Litigators Amending Claims?

Patent prosecution bars are prophylactic provisions typically included in district court protective orders when there is a risk that a recipient of confidential technical information may use (inadvertently or otherwise) that information while prosecuting patent applications in related technology.  Prosecution bars eliminate this risk by preventing individuals who have access to technical information from directly or indirectly drafting, amending, advising, or otherwise affecting the scope of patent claims in a technical field related to the patents at issue.

Many prosecution bars are now written to cover PTAB proceedings, such as IPRs (since amendment is possible). However, whether district court litigators will be permitted to participate in PTAB proceedings may depend on the particular district where the subject patent is being litigated.

The Southern District of Florida recently considered whether a prosecution bar should preclude litigation counsel from advising or participating in potential claim amendments before the PTAB.  In DeCurtis LLC v. Carnival Corp. (here), the parties agreed that a prosecution bar was appropriate, but the accused infringer wanted to include the following provision:

Barred Persons (including counsel for the receiver [of technical information] may not participate, directly or indirectly, in drafting or advising on any amendments or alterations to any patent claim(s) in a reissue protest, post-grant review, ex parte reexamination or inter partes review.

The defendant asked that the specific attorneys representing Carnival in district court be precluded from affecting the scope of any claims in a post-grant proceeding.  Such protection was necessary, in defendant’s view, because Carnival’s counsel could “use knowledge of [defendant’s] highly confidential information, gained through the litigation process, in order to inform the drafting of new patent rights claiming an earlier priority date.”

Carnival opposed including this provision.  Specifically, Carnival was “concerned that DeCurtis would use the protective order to attack Carnival’s patents in an adversarial process before the Patent Office and that defendant, unlike Carnival, could use any counsel that it desires.”  Carnival further argued that the agreed upon aspects of the prosecution bar already provided sufficient protection to defendants technical information.

The court agreed with defendant and granted its motion.  In doing so, the court recognized a distinction between older and newer lines of prosecution bar decisions:

Older cases have generally held that prosecution bars can be extended to include reissue proceedings, but should not encompass reexamination. . . . [¶] On the other hand, a newer line of cases recognizes that even in a reexamination proceeding, a patent owner can use confidential information to restructure or amend its claims so as to improve its litigation position against alleged infringers.  These decisions recognize that drafting, amending, restructuring, or otherwise participating in reexamination proceedings may constitute competitive decision-making, as the Federal Circuit contemplated in In re Deutche Bank.  Thus, more recent cases have prohibited litigation counsel who have access to the opposing party’s confidential information from participating in any way in post-grant proceedings regarding the same patents that were at issue in the litigation.

The court found the newer line of cases more compelling because “a prosecution bar should . . . cover the whole universe of confidential information disclosed, and prohibit the full category of patent activities in which that information might be inadvertently used.”  In reaching this conclusion, Judge Torres notably declined to follow his own decision from a 2012 case “because it never considered the possibility that a patentee could strategically narrow a claim in an IPR proceeding to read directly onto a competitor’s technology while avoiding prior art.”

As I pointed out in 2011, a stricter viewpoint is more prudent given the realities of post-grant claim changes. Moreover, many of the PTAB amendments I have seen are riddled with 112 issues introduced by patent owner attorneys that haven’t amended a claim in decades (if at all).  Assuming other district courts follow the Southern District of Florida’s reasoning, it is critical for patent owners to identify both district court and PTAB counsel before filing suit to prevent being caught flat-footed by a patent prosecution bar that may limit PTAB counsel options.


» EXERCISE OBJECTIVE
Would you repeat the entries below exactly and omit the pictures?

Records from a collection of figures
++++++

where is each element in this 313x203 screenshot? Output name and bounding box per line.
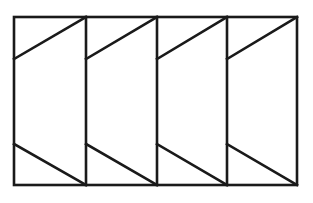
bottom-diagonal-3 (157, 144, 227, 185)
top-diagonal-4 (227, 17, 297, 59)
bottom-diagonal-4 (227, 144, 297, 185)
vertical-dividers (86, 17, 227, 185)
diagonal-lines (14, 17, 297, 185)
top-diagonal-3 (157, 17, 227, 59)
top-diagonal-1 (14, 17, 86, 59)
bottom-diagonal-1 (14, 144, 86, 185)
top-diagonal-2 (86, 17, 157, 59)
bottom-diagonal-2 (86, 144, 157, 185)
panel-diagram (0, 0, 313, 203)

++++++

» OUTPUT BELOW
where is each element in this 313x203 screenshot? Output name and bounding box per line.
bottom-diagonal-3 (157, 144, 227, 185)
top-diagonal-4 (227, 17, 297, 59)
bottom-diagonal-4 (227, 144, 297, 185)
vertical-dividers (86, 17, 227, 185)
diagonal-lines (14, 17, 297, 185)
top-diagonal-3 (157, 17, 227, 59)
top-diagonal-1 (14, 17, 86, 59)
bottom-diagonal-1 (14, 144, 86, 185)
top-diagonal-2 (86, 17, 157, 59)
bottom-diagonal-2 (86, 144, 157, 185)
panel-diagram (0, 0, 313, 203)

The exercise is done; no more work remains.